If the Gaels can beat St. Pete’s on the basketball court for the third time this season, they’ll be doing much more meaningful dancing next week.

MAAC Basketball Tournament 2011: Quarterfinals

BRIDGEPORT, Conn.—The quarterfinals were held today at the Arena at Harbor Yard. In addition to the games listed below, St. Peter’s beat Loyola, 70-60, in the first game of the day, and No. 3 Rider beat Canisius 79-64, in the final game of the night.

No. 1 Fairfield 55, No. 9 Marist 31

With 7:28 left in the first half, Fairfield head coach Ed Cooley raised his palms to the ceiling and looked up, shaking his head. Warren Edney had just slipped and fell on an uncontested fast break and lost the ball out of bounds. The Stags only had 14 points. That was twice as many as Marist had, though.

And so it went for Cooley’s squad in its quarterfinal matchup, as Fairfield defeated the Red Foxes 55-31.

“As bad as we were offensively, we were that much more dominant on defense,” Cooley said. Marist’s 31 points were the lowest in MAAC Tournament history. The Red Foxes, who beat Niagara yesterday, converted just 12-of-41 shots (29 percent) and turned it over a whopping 26 times. Fairfield shot under 40 percent and committed 17 turnovers.

But the Stags have First-Team All-MAAC point guard Derek Needham, who led all scorers with 22 points. In fact, Needham outscored Marist in the first half, 15-14 (Fairfield led 27-14). Not until the 15:34 mark in the second half did Marist overtake him.

To the Marist defenders, Derek Needham was a blur.

It was an ugly win, but as the cliché goes: a win is a win, especially in an elimination tournament. Cooley was thrilled to advance, where No. 4 seed St. Peter’s awaits. “Can you guys feel my energy?” he asked members of the media after the game. “I can’t wait to play tomorrow.”

No. 2 Iona 94, No. 7 Siena 64

It is official: For the first time since 2007, the Siena Saints won’t be the MAAC Tournament champions. The No. 2 seed Iona Gaels crushed Siena 94-64 to advance to the semifinals. The Saints had won the previous three tournaments, all played on their home court in Albany. The last time they didn’t win was the last time the tourney was held here at the Arena at Harbor Yard.

As for Iona, it was its first postseason victory since 2006, when it won the whole thing. That meant no player on the Iona roster had won a single tournament game. That changed tonight thanks to Mike Glover’s 31 points and the team’s 9-of-17 shooting from beyond the arc.

“I thought we were a little slow to loose balls. It may have been last night’s game,” Siena head coach Mitch Buonaguro said, referencing Siena’s first round overtime victory over Manhattan that ended just a few minutes before midnight. “We just didn’t have our legs like we should. To play a team like this you’ve got to be on full tilt the way they play.”

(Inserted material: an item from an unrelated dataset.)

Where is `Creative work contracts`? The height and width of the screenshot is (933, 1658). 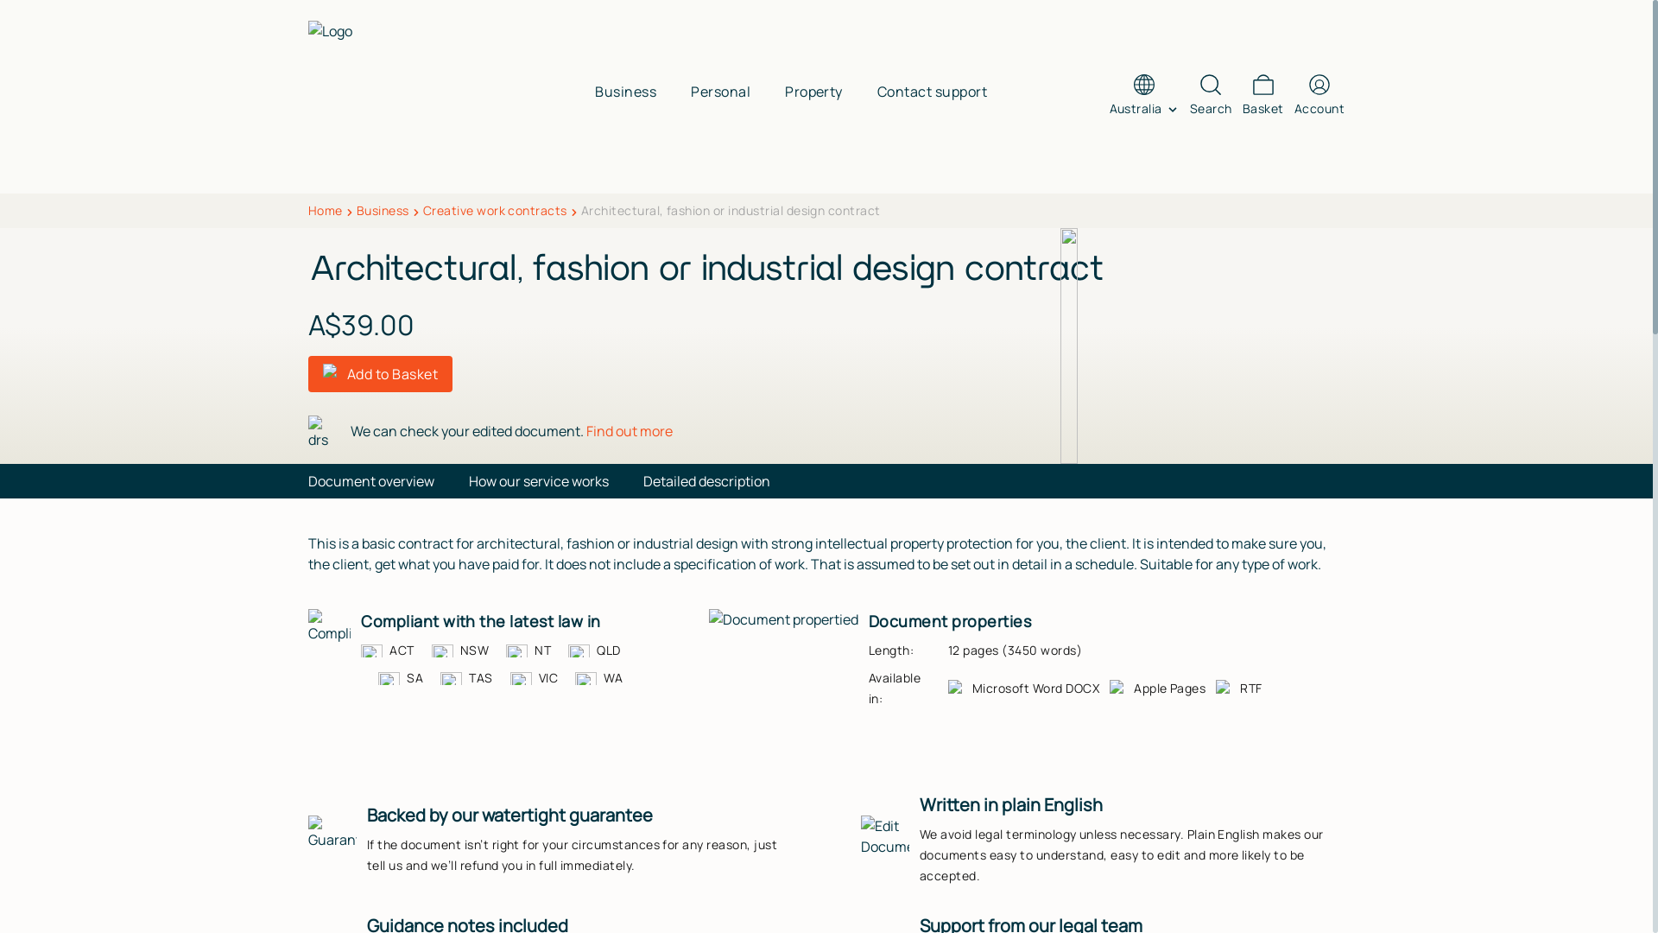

The way Iona plays is fast. They push the ball up the court, even after the opponent scores, and like a game with a high number of possessions. Did Siena get caught up trying to play at that tempo? “Yeah, probably,” Buonaguro said. “We took some shots that probably were quick. We probably should have had a little more patience.”

The loss means the end of the college careers for Ryan Rossiter, who was named the conference’s player of the year earlier this week, and Clarence Jackson. Both reached the NCAA Tournament three times. “We were very fortunate. A lot of guys don’t even get to play in one [NCAA Tournament],” Jackson said.